There was not a rumor of a breeze. The heat seemed to
filter down through the green-grayishness, to slide down
the filaments of smog like acrobats with fevers and sprawl
outwards and wrap themselves around people.
Childe's armpits and back and face were wet but the
perspiration only cooled him a little. His crotch and his
feet were also sweating, and he wished that he could wear
swimming trunks or a towel. It was better outside than in
the hospital, however. The stench of sweaty frightened peo-
ple had been powerful, but the noise and the sight of the
misery and pain had made it less offensive. Now he was
aware that Jeremiah, who was, despite being a "hippie," a
lover of baths, a true "water brother" as he liked to say,
stank. The odor was a peculiar combination of pipe to-
bacco, marijuana, a pungent heavy unidentifiable some-
thing suggestive of spermatic fluid, incense, a soupçon of
rosewater on cunt, frightened sweat, extrusion of excited
shit, and, perhaps, inhaled smog being sweat out.
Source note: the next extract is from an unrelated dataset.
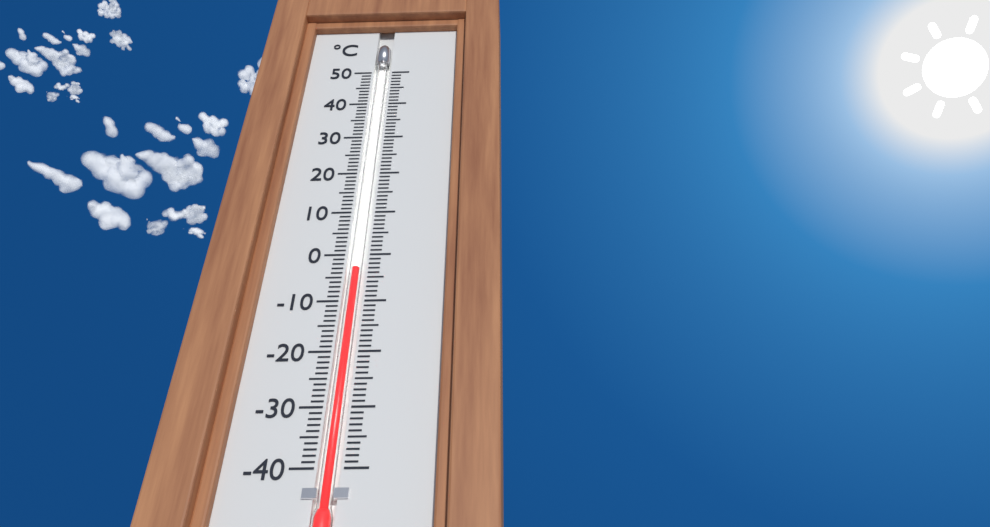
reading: -3 °C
Jeremiah looked at Childe, coughed, smiled, and said,
"You smell like something washed up out of the Pacific
deeps and two weeks dead yourself, if you'll forgive my
saying so."
Childe, although startled, did not comment. Jeremiah
had given too many evidences of telepathy or mind-
reading. However, there were other explanations which
Childe did not really believe. Childe's expression could
have told Jeremiah what he was thinking, although Childe
would have said that his face was unreadable.
He walked along with Jeremiah. They seemed to be in a
tunnel that grew out of the pavement before them and fell
flat onto the pavement behind them. Childe felt unaccount-
ably happy for a moment despite the sinus ache, throat and
eye burn, insidious crisping of lungs, and stabbing in his
testicles. He had not really wanted to be a good servant in
the hospital; he wanted to sniff out the tracks of crimi-
nals.
6
"You see, Ham," Childe said, "the vampire motif in the
film could mean nothing—as a clue—but I feel that it's
very important and, in fact, the only thing I can follow up.
But the chances ..."
His voice died. He and Jeremiah stood on the curb of
the north side of Burton Way and waited. The cars were
like elephants in the grayness, gray elephants with trunks to
tails, huge eyes glowing in the gloom. The lanes here were
one-way for westward traffic, but all traffic was moving
eastward.
There was only one thing to do if they wished to cross
today. Childe stepped out into the traffic. The cars were
going so slowly that it was easy to climb up on the hood of
the nearest and jump over onto the next hood and onto
a third and then a fourth and onto the grass of the divider.
Startled and outraged drivers and passengers cursed and
howled at them, but Jeremiah only laughed and Childe
jeered at them. They crossed the divider and jumped from
hood to hood again until they got to the other side. They
walked down Willaman, and every house was unlit. At
Wilshire and Willaman, the street lights were operating,
but the drivers were paying no attention to them. All were
going eastward on both sides of Wilshire.
The traffic was a little faster here but not too fast. Childe
and Jeremiah got over, although Jeremiah slipped once
and fell on top of a hood.
"Middle of this block," Jeremiah said.